Ray is the CEO of Jumpstart which is a government funded "non profit" that was formed to invest in and advise early stage companies/startups. Jumpstart is a great example of failures in government trying to create startups. Jumpstart has burned through $60m since its founding and has very little to show for it. Out of the $60m only $16m has actually been invested in companies. The rest has gone to pay their high salaries and overhead. ($8m out of their $11m budget goes to fund overhead and salaries. A private fund would never tolerate this but since it is gov funded, no one seems to notice and/or care).
Ray just gave himself a $30k raise to bring his total comp to $428k and the top ten people bring in over $2.3m.

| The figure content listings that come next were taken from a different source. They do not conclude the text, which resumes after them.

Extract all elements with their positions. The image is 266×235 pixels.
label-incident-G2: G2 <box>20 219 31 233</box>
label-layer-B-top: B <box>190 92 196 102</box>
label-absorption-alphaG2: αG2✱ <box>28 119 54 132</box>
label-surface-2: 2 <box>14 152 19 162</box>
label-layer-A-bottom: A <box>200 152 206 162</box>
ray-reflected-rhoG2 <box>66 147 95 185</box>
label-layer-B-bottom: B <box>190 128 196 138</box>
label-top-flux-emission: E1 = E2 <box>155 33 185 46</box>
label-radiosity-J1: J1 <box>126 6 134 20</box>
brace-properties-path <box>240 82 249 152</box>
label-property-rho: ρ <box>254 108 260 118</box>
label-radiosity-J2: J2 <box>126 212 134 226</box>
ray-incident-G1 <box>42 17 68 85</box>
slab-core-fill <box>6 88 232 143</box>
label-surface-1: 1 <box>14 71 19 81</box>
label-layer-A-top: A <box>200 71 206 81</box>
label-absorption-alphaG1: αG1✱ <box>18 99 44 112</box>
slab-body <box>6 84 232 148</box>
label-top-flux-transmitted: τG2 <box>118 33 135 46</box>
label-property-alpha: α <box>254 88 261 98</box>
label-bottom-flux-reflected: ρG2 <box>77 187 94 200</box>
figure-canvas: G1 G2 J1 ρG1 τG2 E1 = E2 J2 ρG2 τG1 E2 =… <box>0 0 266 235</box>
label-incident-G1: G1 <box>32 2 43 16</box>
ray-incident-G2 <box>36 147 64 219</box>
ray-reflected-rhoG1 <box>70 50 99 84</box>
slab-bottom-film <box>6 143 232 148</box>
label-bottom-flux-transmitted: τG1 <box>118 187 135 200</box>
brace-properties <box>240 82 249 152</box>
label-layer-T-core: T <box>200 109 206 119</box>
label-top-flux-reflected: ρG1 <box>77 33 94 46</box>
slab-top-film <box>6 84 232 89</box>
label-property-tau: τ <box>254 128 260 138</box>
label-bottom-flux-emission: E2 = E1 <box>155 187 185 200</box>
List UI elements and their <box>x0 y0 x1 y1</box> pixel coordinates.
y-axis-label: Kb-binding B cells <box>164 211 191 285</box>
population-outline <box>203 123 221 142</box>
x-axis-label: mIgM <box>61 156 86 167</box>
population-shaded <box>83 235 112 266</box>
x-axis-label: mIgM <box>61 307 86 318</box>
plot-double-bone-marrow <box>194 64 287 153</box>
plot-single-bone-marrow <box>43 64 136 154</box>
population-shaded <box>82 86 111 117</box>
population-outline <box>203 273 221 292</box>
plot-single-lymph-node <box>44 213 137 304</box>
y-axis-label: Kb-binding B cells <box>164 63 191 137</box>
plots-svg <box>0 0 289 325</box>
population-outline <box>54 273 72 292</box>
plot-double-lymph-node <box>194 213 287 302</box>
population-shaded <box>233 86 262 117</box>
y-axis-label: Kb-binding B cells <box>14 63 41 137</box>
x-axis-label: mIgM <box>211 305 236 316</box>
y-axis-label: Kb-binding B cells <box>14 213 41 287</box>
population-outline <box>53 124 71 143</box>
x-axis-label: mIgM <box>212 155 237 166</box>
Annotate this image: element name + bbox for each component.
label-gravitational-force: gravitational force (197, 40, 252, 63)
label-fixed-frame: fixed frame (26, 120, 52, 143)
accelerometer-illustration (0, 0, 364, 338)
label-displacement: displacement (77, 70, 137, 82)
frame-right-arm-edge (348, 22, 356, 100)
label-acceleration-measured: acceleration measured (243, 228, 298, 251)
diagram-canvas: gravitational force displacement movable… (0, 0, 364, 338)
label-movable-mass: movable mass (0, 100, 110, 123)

Despite these high salaries and enormous head count and overhead, there is hardly anyone on the staff with any startup success. After investing in close to 50 companies since 2004, there are few positive results and the RIO on the state money has been nonexistent.
There are groups like Jumpstart all over the country. They have produces results 10x that Jumpstart has on 10% of their budget. The reason you don't hear about them is they use their budgets wisely and don't have a 5 person marketing staff (Almost every other group like Jumpstart doesn't have 1 marketing person as they don't sell anything).
When Jumpstart was formed in 2004, its goal was that positive returns on their investments would make them self sufficient. This hasn't happened as they haven't had one positive exit after close to 50 companies.
No private fund in the world would accept no returns after 6 years and $60 burned though and they would never tolerate that 75% of the fund went to fund overhead vs. 25% of the funds invested in companies.
If you do your research, you will realize that Jumpstart is a huge failure for the tax payers of Ohio. I am not against using gov money for economic development however, in Ohio, it isn't getting to the companies that need it, it is tied up in the many government groups who admin the money while paying themselves salaries. Despite the fact that Jumpstart has 35 employees where the vast majorities are making tremendously more than they have ever made in the private sector, almost no who works there has had any success founding a startup.
I don't mind that Ohio spends so much toward spurring startups; I mind that it is wasted. I hope the true and proven entrepreneurs' voices on this panel drowned out Ray's.